If the two pages look the same, the scaffold is correct.


10. After scaffold

  • [ ] Swap in correct branding:
    • [ ] Replace SPCAI logos/images/text with the new org's assets.
    • [ ] Update mission copy, tax/legal copy, etc.
  • [ ] Check all code:
    • [ ] In the page-customCode section at the bottom, move over any JS/CSS you need.
    • [ ] Make sure you are NOT accidentally firing the source org's Google Tag Manager container or analytics in the new org. Comment out the old GTM code until you have the new org's container.

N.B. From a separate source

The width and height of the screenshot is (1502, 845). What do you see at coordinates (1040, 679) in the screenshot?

  • [ ] Save reusable blocks into the new org's Component Library in Engaging Networks (header blocks, legal language blocks, etc.), once you're confident they're stable.

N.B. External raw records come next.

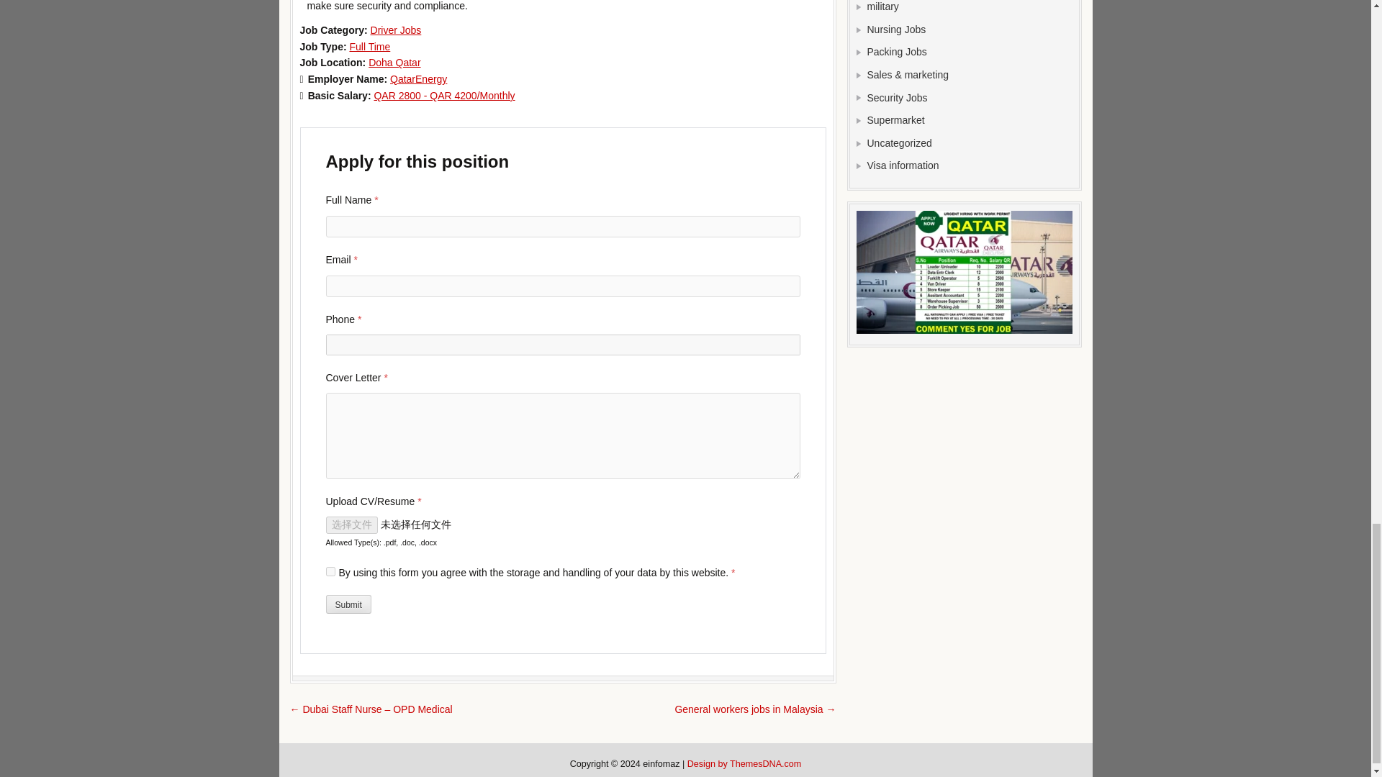 The height and width of the screenshot is (777, 1382). Describe the element at coordinates (394, 62) in the screenshot. I see `Doha Qatar` at that location.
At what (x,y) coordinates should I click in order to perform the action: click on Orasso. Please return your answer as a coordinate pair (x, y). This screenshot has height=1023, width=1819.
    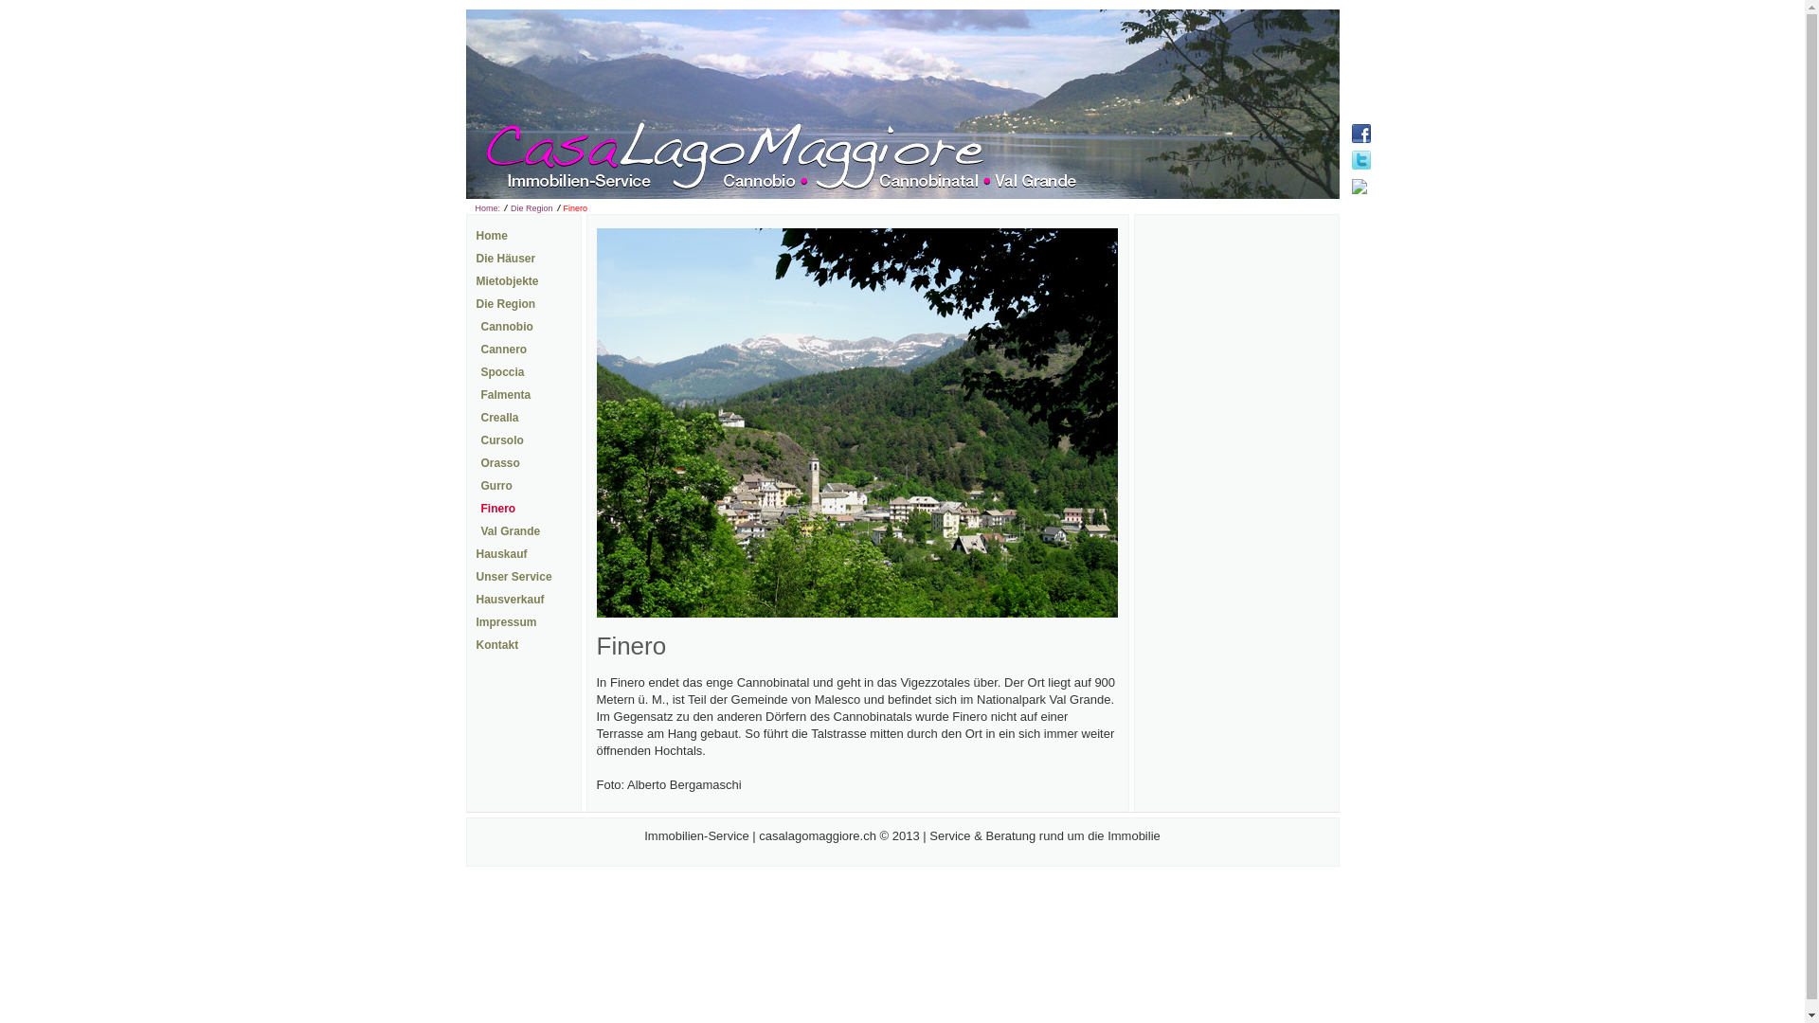
    Looking at the image, I should click on (500, 463).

  • [ ] Keep a short punch list of:
    • [ ] Missing fields you couldn't recreate,
    • [ ] Any styling classes that didn't carry over,
    • [ ] Any layout differences you couldn't solve.

TL;DR Quick Hit Checklist

  1. Create a new ENGrid repo for the new org and (if possible) swap names/colors.
  2. Log into both Engaging Networks accounts (source + target) side by side.

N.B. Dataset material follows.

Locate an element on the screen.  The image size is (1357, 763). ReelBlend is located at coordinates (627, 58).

  3. In source, identify the "good" donation page (inside the Ω# folder) and open it in Edit.
  4. In target:
    • Create matching Ω# folder.
    • Create a new Donation Page with the right ENGrid template.
    • Add a test gateway under Donation Settings.
    • Save + reopen.
  5. Install TamperMonkey and the ENGrid script from GitHub.
  6. In the new Donation Page:
    • Delete default row.
    • Add Advanced Row / Custom Layout.
    • Click the TamperMonkey button to auto-generate all ~18 ENGrid sections.
  7. Repeat Step 6 for the Thank You page.
  8. For each section (top → bottom):
    • Copy HTML from Source View in SPCAI.
    • Paste HTML into Source View in ATS in the matching named section.
    • Rebuild the form with the same classes, fields, defaults, and hidden fields.
  9. Preview both pages (SPCAI vs ATS) side by side.
  10. If they look the same, you're scaffolded. Branding/content/analytics swaps come next.